1994 — BWH joins with Massachusetts General Hospital to form Partners HealthCare System.
1995 — BWH performs the nation’s first triple organ transplant, removing three organs from a single donor — two lungs and a heart — and transplanting them into three patients, giving each a new lease on life.
1996 — BWH researchers discover that exposure to bright light alone resets the human biological clock and successfully alters by several hours a patient’s "circadian pacemaker," which keeps the body’s internal system in syncrony with the external light-dark cycle.
1996 — BWH becomes one of only 10 hospitals in the country to perform "minimally invasive" aortic valve surgery.
1996 — BWH researchers at the helm of the Cholesterol and Recurrent Events (CARE) trial report that cholesterol-lowering statin drugs (pravastatin) significantly lower heart-attack survivors’ risk of recurrent heart attack and death.

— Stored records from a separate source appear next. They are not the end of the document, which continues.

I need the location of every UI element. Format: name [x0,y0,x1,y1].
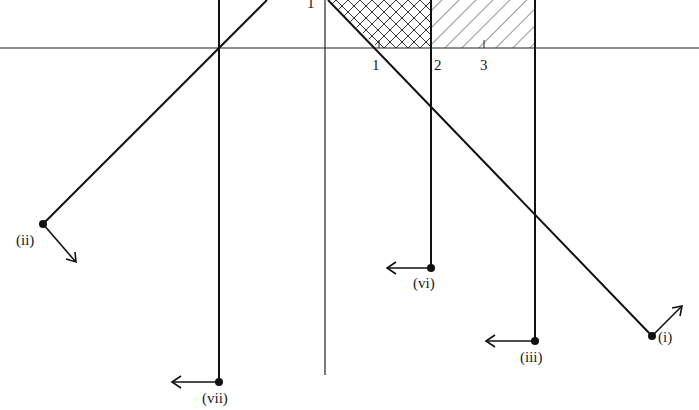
x-tick-label-3: 3 [480,58,488,73]
single-hatched-region [431,0,535,48]
label-i: (i) [658,330,672,345]
x-tick-label-1: 1 [372,58,380,73]
label-vii: (vii) [202,391,228,406]
line-ii [43,0,267,224]
diagram-svg [0,0,699,410]
label-vi: (vi) [413,276,435,291]
diagram-canvas: 1 1 2 3 (i) (ii) (iii) (vi) (vii) [0,0,699,410]
x-tick-label-2: 2 [434,58,442,73]
y-tick-label: 1 [307,0,315,11]
label-iii: (iii) [520,350,543,365]
label-ii: (ii) [16,233,34,248]
arrow-ii-shaft [43,224,75,261]
line-i [328,0,652,336]
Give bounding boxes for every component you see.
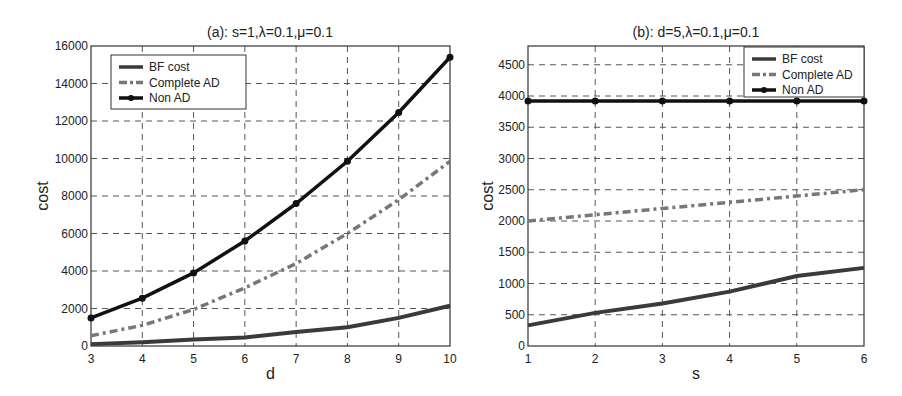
series-complete-ad: [528, 190, 864, 221]
y-tick-label: 16000: [55, 39, 89, 53]
y-tick-label: 1500: [498, 245, 525, 259]
x-tick-label: 1: [525, 352, 532, 366]
data-point: [241, 238, 248, 245]
y-tick-label: 1000: [498, 277, 525, 291]
x-axis-label: s: [692, 365, 700, 382]
y-tick-label: 2500: [498, 183, 525, 197]
legend-label: BF cost: [149, 60, 190, 74]
series-bf-cost: [528, 268, 864, 326]
data-point: [395, 109, 402, 116]
series-complete-ad: [91, 161, 450, 335]
x-tick-label: 6: [242, 352, 249, 366]
x-tick-label: 4: [726, 352, 733, 366]
data-point: [139, 295, 146, 302]
y-tick-label: 4500: [498, 58, 525, 72]
legend-label: Complete AD: [149, 76, 220, 90]
y-tick-label: 8000: [61, 189, 88, 203]
data-point: [88, 314, 95, 321]
x-tick-label: 6: [861, 352, 868, 366]
y-axis-label: cost: [479, 181, 496, 211]
data-point: [861, 98, 868, 105]
y-tick-label: 0: [81, 339, 88, 353]
series-bf-cost: [91, 306, 450, 344]
y-tick-label: 6000: [61, 227, 88, 241]
x-tick-label: 8: [344, 352, 351, 366]
x-tick-label: 2: [592, 352, 599, 366]
data-point: [344, 158, 351, 165]
y-tick-label: 2000: [61, 302, 88, 316]
data-point: [447, 54, 454, 61]
y-tick-label: 10000: [55, 152, 89, 166]
y-tick-label: 3500: [498, 120, 525, 134]
x-tick-label: 9: [395, 352, 402, 366]
x-tick-label: 5: [190, 352, 197, 366]
y-tick-label: 0: [518, 339, 525, 353]
data-point: [592, 98, 599, 105]
chart-a: 3456789100200040006000800010000120001400…: [34, 24, 457, 382]
y-tick-label: 500: [505, 308, 525, 322]
legend: BF costComplete ADNon AD: [744, 47, 864, 97]
x-tick-label: 4: [139, 352, 146, 366]
chart-a: 3456789100200040006000800010000120001400…: [0, 0, 902, 396]
x-tick-label: 7: [293, 352, 300, 366]
y-tick-label: 12000: [55, 114, 89, 128]
data-point: [726, 98, 733, 105]
chart-b: 1234560500100015002000250030003500400045…: [479, 24, 868, 382]
x-tick-label: 10: [443, 352, 457, 366]
data-point: [659, 98, 666, 105]
legend-label: Non AD: [149, 91, 191, 105]
legend-label: Non AD: [782, 83, 824, 97]
legend: BF costComplete ADNon AD: [111, 55, 246, 109]
chart-title: (b): d=5,λ=0.1,μ=0.1: [633, 24, 760, 40]
data-point: [293, 200, 300, 207]
y-tick-label: 14000: [55, 77, 89, 91]
data-point: [525, 98, 532, 105]
y-tick-label: 4000: [498, 89, 525, 103]
data-point: [793, 98, 800, 105]
legend-label: BF cost: [782, 52, 823, 66]
chart-title: (a): s=1,λ=0.1,μ=0.1: [207, 24, 333, 40]
y-axis-label: cost: [34, 181, 51, 211]
legend-label: Complete AD: [782, 68, 853, 82]
x-axis-label: d: [266, 365, 275, 382]
data-point: [190, 269, 197, 276]
y-tick-label: 2000: [498, 214, 525, 228]
x-tick-label: 3: [659, 352, 666, 366]
x-tick-label: 3: [88, 352, 95, 366]
x-tick-label: 5: [793, 352, 800, 366]
y-tick-label: 4000: [61, 264, 88, 278]
y-tick-label: 3000: [498, 152, 525, 166]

1998 — BWH forges an affiliation with Faulkner Hospital in Jamaica Plain, a highly respected community teaching hospital founded in 1900. At Faulkner, patients receive top-notch, routine primary and adult medical and surgical care, as well as mental health, emergency, ambulatory and diagnostic services. Under the new alliance, these patients also gain easy access to BWH should they ever require advanced specialty care.
1999 — Amid national discourse on the need to reduce errors in medicine, BWH researchers report that the hospital’s own computerized drug-order entry system reduces the incidence of serious medication-related errors by 55 percent, setting a new benchmark for the country.
2000 — In what is believed to be a "first" in organ transplantation, BWH performs a quadruple transplant. Harvesting four organs from a single donor — a kidney, two lungs and a heart — hospital surgeons give new hope to four patients, all of whom weather their surgeries well.
2004 — BWH achieves another transplant "first". Hundreds of BWH staff — including doctors, nurses and intensive care staff — come in on their weekend time off to make possible five lung transplants in 36 hours.
2005 — As a result of BWH research in the PROVE IT-TIMI 22 trial, national standards for cholesterol lowering in coronary heart disease are reset.
2005 —The Brigham and Women's Hospital (BWH) Biomedical Research Institute (BRI) is established to accelerate the pace of scientific discovery by encouraging interdepartmental and interdisciplinary research among the Hospital's research community. The virtual research institute also serves as an internal and external voice for researchers.